Abstract

AbstractNowadays, life science experiments—and especially “omics” fields—often imply a high volume of information from high throughput technologies that is gathered in the form of a wide and short multivariate response. These data are intrinsically correlated and generally produced by another multivariate set of factors or continuous variables, collected in what is defined as the design matrix. Such design factors usually involve the presence of a treatment, but other sources of biological or technical variability in the data are often measured as well. The ASCA framework, based on ANOVA and PCA, leads to promising results. By combining dimension reduction projection methods and classic statistical modelling, it enables to decipher the main sources of variability in the produced response and offers attractive graphical representations of the factors' effect. However, this approach has not yet been extended to more advanced designs involving random factors, being typically involved in longitudinal, hierarchical, or repeatability/reproducibility studies. This paper has its roots in the GLM version of ASCA, called ASCA+, that leads to unbiased estimators of the factors' effects for unbalanced data. It is here extended by replacing GLM by LMM and adapting the methodology. Taking into account the error structure of the data indeed leads to more accurate data modelling and more generalisable results. The suggested methodology is applied to two experimental case studies that highlight the benefits of this approach as it leads to a refined data analysis with interesting inferential properties, while keeping the powerful visualisation outputs produced by ASCA.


• **What to work on**
From the entries below, list each line with "Allow".

......

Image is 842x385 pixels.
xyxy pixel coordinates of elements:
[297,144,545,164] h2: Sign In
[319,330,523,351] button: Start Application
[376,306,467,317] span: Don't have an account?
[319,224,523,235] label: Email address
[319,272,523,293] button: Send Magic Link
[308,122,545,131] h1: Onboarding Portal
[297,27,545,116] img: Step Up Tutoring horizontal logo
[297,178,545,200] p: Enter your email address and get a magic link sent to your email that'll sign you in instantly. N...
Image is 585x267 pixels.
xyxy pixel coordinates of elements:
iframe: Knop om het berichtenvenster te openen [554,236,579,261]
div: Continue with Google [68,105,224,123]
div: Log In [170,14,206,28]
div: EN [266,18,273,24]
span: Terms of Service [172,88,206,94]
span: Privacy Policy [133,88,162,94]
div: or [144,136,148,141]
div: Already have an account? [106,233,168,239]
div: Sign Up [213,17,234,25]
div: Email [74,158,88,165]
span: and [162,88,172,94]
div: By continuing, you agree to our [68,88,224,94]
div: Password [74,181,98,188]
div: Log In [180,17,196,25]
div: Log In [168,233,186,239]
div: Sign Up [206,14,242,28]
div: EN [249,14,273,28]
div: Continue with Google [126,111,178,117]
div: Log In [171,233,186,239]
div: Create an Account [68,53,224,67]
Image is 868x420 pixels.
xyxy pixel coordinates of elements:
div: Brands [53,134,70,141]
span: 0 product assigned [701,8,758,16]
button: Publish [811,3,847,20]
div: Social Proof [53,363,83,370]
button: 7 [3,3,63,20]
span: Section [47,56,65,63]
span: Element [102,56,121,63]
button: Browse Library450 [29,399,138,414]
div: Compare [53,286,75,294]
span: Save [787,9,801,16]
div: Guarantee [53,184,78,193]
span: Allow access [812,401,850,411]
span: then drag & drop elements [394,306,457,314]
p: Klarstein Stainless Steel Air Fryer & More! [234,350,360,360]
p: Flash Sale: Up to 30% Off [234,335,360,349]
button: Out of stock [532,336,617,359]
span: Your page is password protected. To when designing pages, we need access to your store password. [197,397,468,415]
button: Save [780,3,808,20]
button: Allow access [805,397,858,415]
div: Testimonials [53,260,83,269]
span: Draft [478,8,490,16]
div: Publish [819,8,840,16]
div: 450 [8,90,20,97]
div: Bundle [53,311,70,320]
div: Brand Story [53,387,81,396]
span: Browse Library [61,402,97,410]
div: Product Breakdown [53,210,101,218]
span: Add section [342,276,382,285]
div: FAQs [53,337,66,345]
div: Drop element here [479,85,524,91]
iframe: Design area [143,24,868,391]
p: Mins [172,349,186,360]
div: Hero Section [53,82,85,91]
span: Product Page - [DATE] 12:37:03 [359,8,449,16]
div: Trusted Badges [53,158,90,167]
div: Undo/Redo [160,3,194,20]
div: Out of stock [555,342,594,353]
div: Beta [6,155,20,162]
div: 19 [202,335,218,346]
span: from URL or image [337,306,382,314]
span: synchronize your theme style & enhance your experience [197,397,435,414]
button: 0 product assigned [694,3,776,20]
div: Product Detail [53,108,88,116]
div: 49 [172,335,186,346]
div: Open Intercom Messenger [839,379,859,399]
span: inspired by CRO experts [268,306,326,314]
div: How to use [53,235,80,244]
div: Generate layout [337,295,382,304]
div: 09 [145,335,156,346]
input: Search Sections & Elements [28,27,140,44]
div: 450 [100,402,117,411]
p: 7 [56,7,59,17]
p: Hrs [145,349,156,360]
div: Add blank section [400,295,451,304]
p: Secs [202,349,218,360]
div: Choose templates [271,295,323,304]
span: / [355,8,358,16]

......

• **Problem solution**
span: Allow access [812,401,850,411]
button: Allow access [805,397,858,415]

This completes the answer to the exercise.